Yudhiṣṭhira, Bhīma, Sātyaki, and Sahadeva then closed around Śalya’s chariot. That lion among kings, general of the Kuru host, faced them all as mountains face the storm. The clash of their cars filled the quarters and made the earth tremble. Śalya struck Yudhiṣṭhira with three arrows, Bhīma with seven, Sātyaki with a hundred, and Sahadeva with three. Then, with a razor-edged shaft, he sliced the bow from Nakula’s hand, the string snapping like lightning.

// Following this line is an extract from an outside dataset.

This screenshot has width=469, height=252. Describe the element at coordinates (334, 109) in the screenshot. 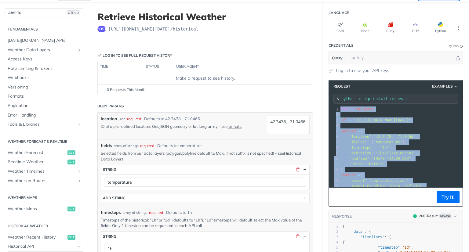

Yet Nakula, unshaken, seized another bow and covered his uncle once more in a cloud of shafts.

Yudhiṣṭhira and Sahadeva each pierced Śalya in the chest with ten arrows; Bhīma smote him with sixty Kanka-feathered shafts, and Sātyaki with nine. Angered, the Madra king pierced Sātyaki in return with nine arrows, then with seventy more, and with another swift stroke he cut the hero’s bow at the grip and slew his four steeds. Sātyaki, carless and bleeding, was showered with a hundred arrows that fell from all sides. Śalya’s shafts then struck both sons of Mādrī, and Bhīma, and even Yudhiṣṭhira, ten each; the sight filled heaven and earth with wonder.

So mighty was the Madra’s valor that the united sons of Pāṇḍu could not press him back. Then Sātyaki, mounting another car and gathering his breath, saw his comrades faltering beneath Śalya’s storm and rushed once more into the fray. Śalya, laughing aloud, wheeled his chariot to meet him, as one tusker meets another in the wild. Their collision resounded across the field, fierce and radiant as that ancient war between the Asura Śambara and the lord of the gods.

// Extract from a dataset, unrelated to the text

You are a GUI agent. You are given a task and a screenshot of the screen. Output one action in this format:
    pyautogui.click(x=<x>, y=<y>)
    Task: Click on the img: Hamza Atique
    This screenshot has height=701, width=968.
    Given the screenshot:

Seeing the Madra king before him, Sātyaki pierced him with ten arrows and cried aloud—

“Wait, O Śalya! Stand and fight!”

Deeply pierced, the Madra turned and sent a volley of barbed shafts, feathered like the plumage of Garuḍa. At once, the sons of Pāṇḍu, beholding Sātyaki engaged with their uncle, spurred forward to strike. Blood poured from every side, and the battle became a vision of roaring lions locked in struggle for prey.

The air darkened with arrows; their golden feathers flashed like serpents freed of slough, so that the very heavens seemed aflame. The roar of chariots and the hiss of arrows drowned all other sound. Alone and unsupported, Śalya fought on, a blazing wheel amid the storm, holding back the gathered might of Pāṇḍava and Pañcāla. His shafts fell thick as rain from monsoon clouds, each feathered with Kanka and peacock plumes, each gleaming like a streak of fire.

And men beheld the Madra king’s chariot coursing through that dreadful field like Indra’s car when he smote the hosts of the Asuras in the wars of old.

Gold-winged arrows veiled the sky,

Thunder rolled where heroes die;

One man stood where many fell—

And battle’s heart became his hell.


Tip: You can use left, right, A and D keyboard keys to browse between chapters.